What the Research Actually Says
Dr John Gottman's longitudinal research with thousands of couples identified with considerable precision what predicts whether a relationship improves, stays the same, or deteriorates — with or without professional support. What his work consistently shows is that couples who seek help and engage genuinely with the process have significantly better outcomes than those who wait until the relationship has reached a point of no return.
The most consistent finding is also the most uncomfortable one: the average couple waits six years after problems begin before seeking professional support. By that point, negative patterns are significantly more entrenched, goodwill has eroded, and the neural pathways of connection have been replaced by the neural pathways of defensiveness and withdrawal. Earlier intervention consistently produces better outcomes — not because the problems are smaller, but because there is more to work with.
This is not an argument for rushing into counselling at the first sign of difficulty. It is an argument for not treating it as a last resort.
When Couples Counselling Works
Couples counselling works best under specific conditions. Both people retain some genuine investment in the relationship — even if that investment is currently expressed as ambivalence rather than enthusiasm. Both people are willing to look at their own patterns and responses, not only their partner's. And both people are willing to stay in the process long enough for real change to become possible.
It works particularly well for couples navigating recurring conflict that never quite resolves — the same argument with different content, the same dynamic playing out across different situations. An attachment-based approach to couples work is especially effective here because it addresses what is driving the cycle underneath the content of the arguments, rather than only the arguments themselves.
It works well for couples who have experienced a specific rupture — infidelity, a significant breach of trust, a loss that was not grieved together — and are trying to find a way back. Affair recovery is one of the areas where professional support makes the most measurable difference, because the nervous system needs a regulated external presence to process betrayal trauma in a way that allows the relationship to move forward.
It works well for couples who have drifted into emotional distance — not dramatically, but quietly, over years of being busy and functional and gradually less connected. The cold marriage is one of the most common presentations in couples counselling, and one of the most responsive to the right kind of support.
It also works well preventively — for couples who are not in difficulty but want to build a stronger relational foundation before life tests it. Premarital counselling falls into this category, as do couples workshops for people who want something more actionable and less clinical than a therapy room.
When Couples Counselling Does Not Work
Honesty requires acknowledging the conditions under which couples counselling is less likely to produce meaningful change.
When one person has already privately decided to leave and is attending to manage the other person's exit — or to be able to say they tried — the process cannot do what it is designed to do. A skilled counsellor will often sense this within a few sessions.
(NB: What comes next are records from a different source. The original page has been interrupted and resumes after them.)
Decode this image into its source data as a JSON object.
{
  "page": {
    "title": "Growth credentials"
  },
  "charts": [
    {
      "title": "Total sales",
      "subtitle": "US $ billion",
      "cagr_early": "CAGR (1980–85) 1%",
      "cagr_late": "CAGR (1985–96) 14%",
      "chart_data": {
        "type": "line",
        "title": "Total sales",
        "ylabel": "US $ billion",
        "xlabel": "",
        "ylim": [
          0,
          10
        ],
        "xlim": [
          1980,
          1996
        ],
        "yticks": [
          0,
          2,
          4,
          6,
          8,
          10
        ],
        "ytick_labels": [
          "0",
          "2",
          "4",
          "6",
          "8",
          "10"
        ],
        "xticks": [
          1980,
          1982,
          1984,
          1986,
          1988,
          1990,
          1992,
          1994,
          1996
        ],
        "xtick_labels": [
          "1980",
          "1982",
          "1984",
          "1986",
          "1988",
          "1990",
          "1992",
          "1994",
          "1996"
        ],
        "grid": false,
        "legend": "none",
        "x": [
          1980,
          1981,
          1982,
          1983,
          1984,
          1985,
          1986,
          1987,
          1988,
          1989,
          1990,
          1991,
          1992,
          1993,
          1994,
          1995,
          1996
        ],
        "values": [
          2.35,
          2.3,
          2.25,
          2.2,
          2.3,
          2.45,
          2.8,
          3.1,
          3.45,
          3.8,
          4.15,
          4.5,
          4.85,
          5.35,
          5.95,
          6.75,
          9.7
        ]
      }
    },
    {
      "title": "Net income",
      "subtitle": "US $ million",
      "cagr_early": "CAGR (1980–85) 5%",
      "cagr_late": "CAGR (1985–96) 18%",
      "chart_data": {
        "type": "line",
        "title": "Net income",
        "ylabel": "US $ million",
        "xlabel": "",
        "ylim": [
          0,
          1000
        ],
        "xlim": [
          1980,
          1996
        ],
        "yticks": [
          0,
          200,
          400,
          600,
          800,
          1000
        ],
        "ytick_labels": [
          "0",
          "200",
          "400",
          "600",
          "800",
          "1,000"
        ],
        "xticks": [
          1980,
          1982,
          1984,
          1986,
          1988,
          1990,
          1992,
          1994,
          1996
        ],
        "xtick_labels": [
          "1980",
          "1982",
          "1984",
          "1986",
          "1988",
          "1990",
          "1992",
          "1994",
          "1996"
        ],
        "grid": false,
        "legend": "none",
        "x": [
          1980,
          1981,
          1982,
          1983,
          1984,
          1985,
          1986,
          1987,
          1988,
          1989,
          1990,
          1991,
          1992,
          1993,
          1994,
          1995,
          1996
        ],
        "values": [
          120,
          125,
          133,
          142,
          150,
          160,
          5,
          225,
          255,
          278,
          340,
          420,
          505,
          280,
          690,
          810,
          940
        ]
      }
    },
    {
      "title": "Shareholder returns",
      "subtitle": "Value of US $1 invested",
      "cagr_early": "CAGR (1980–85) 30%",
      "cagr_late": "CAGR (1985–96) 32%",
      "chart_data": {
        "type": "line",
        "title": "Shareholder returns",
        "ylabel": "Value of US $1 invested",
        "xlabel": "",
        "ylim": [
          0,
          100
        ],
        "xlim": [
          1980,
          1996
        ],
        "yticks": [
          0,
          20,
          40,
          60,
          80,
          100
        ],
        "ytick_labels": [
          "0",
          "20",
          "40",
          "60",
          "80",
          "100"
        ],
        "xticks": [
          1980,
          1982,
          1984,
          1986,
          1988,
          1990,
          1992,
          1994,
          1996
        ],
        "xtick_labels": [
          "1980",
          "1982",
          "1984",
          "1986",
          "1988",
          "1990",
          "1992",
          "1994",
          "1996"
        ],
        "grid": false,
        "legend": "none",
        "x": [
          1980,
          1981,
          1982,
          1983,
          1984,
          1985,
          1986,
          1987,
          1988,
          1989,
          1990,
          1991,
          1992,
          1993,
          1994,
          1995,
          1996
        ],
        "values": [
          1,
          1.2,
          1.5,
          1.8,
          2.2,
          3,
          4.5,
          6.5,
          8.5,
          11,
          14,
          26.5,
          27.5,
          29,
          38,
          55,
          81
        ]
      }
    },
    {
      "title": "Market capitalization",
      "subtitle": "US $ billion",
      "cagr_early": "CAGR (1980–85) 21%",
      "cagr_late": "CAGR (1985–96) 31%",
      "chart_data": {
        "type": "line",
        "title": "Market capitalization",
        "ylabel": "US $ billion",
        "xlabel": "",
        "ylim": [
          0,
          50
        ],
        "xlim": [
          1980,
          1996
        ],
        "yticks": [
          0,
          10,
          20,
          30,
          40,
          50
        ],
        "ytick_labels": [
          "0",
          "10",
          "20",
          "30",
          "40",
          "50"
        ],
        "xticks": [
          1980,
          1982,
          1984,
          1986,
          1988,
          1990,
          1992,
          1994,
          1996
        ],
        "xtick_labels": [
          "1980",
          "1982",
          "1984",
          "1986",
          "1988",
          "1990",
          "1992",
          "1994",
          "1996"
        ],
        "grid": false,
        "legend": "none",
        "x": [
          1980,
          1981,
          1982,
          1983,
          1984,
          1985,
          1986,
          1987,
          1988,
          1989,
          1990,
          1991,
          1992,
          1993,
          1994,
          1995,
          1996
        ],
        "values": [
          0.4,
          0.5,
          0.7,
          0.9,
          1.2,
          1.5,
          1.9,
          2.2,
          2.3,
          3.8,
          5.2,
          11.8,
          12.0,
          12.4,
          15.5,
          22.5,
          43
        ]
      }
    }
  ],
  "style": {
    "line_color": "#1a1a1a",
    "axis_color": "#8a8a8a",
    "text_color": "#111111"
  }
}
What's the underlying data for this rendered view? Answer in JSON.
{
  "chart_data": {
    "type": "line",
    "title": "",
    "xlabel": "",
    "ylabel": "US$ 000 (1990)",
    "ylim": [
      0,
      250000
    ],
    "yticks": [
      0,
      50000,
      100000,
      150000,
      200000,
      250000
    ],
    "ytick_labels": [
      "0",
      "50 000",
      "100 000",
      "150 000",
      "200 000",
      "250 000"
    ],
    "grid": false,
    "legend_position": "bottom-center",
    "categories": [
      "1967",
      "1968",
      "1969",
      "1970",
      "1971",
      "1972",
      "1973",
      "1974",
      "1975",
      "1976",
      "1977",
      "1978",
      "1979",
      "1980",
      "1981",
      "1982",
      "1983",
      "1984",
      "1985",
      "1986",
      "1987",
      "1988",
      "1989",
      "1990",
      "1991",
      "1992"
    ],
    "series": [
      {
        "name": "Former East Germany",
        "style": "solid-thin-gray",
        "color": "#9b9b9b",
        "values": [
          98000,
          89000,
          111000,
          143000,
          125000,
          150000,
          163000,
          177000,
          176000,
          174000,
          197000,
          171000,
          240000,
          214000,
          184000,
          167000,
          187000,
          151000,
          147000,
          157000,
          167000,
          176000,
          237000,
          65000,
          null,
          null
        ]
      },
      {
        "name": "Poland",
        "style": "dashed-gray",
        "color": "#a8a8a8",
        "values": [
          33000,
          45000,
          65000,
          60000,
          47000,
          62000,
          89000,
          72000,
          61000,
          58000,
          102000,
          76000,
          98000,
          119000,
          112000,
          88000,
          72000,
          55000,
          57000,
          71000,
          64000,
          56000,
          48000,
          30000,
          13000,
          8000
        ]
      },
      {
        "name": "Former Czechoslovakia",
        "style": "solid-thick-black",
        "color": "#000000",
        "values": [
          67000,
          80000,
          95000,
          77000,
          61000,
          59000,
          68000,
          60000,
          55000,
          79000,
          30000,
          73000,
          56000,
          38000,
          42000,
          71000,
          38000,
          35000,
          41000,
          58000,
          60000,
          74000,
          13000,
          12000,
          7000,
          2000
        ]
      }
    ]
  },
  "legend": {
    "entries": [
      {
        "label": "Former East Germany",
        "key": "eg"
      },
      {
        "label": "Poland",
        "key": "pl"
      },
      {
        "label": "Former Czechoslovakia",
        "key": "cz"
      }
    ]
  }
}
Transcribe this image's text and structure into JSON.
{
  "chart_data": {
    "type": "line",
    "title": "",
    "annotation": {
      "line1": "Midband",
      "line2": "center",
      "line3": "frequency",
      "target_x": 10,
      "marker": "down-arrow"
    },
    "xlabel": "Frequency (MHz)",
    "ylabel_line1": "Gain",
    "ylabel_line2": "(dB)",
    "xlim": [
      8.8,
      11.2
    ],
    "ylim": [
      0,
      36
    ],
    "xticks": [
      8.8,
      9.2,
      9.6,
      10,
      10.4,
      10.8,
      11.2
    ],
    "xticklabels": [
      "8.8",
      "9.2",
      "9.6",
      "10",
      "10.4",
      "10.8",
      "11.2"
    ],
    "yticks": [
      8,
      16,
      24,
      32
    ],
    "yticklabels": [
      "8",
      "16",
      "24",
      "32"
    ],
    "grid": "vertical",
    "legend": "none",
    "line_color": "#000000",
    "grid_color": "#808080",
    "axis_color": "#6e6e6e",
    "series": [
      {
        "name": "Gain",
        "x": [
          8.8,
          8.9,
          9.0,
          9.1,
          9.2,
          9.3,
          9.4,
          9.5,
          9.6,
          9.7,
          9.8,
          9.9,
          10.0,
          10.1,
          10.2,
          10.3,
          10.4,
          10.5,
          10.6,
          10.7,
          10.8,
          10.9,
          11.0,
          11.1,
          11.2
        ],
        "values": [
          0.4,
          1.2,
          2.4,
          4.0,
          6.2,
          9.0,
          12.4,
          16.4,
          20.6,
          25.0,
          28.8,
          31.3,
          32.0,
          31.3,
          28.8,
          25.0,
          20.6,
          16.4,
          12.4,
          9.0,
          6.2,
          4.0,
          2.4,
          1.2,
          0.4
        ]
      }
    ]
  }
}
It does not mean counselling is pointless in this scenario — it can still support a more conscious and less damaging separation — but it will not save a relationship where the decision has already been made.
When the relationship involves ongoing emotional or physical abuse, couples counselling in a standard format is not appropriate and can cause harm. The power dynamic in an abusive relationship makes the joint therapy context unsafe for the person being harmed. Individual support is the right first step.
When one person is unwilling to examine their own patterns and uses the sessions primarily to build a case against their partner, the process stalls. A good counsellor manages this actively — but sustained unwillingness to engage with one's own contribution limits what is possible.
And when couples wait too long — when contempt has become the default register, when the basic respect that the relationship needs to function has eroded, when both people have stopped caring enough to be hurt — the work is significantly harder. Not impossible, but harder. Gottman's research identifies contempt as the single most corrosive predictor of relationship breakdown, and it is also the hardest pattern to reverse.
The Cost Question
Couples counselling in Singapore is a real financial investment. At Somatic Attachment Therapy, couples sessions are SGD 260 for 75 minutes. A meaningful course of work — enough to produce genuine and lasting change — typically involves multiple sessions over several months.
The question of whether that is worth it is not really a financial one. It is a question of what the relationship is worth and what the cost of not investing in it actually is — in continued disconnection, in the slow erosion of something that mattered, in the eventual cost of separation if it comes to that.
Most people who have done couples counselling and found it genuinely useful do not describe it as expensive. They describe it as the thing that should have happened sooner.
What Actually Determines the Outcome
The single strongest predictor of whether couples counselling works is not the counsellor's approach, the number of sessions, or how long the problems have been present. It is the genuine motivation of both people to understand their own patterns and to stay in the process long enough for something to shift.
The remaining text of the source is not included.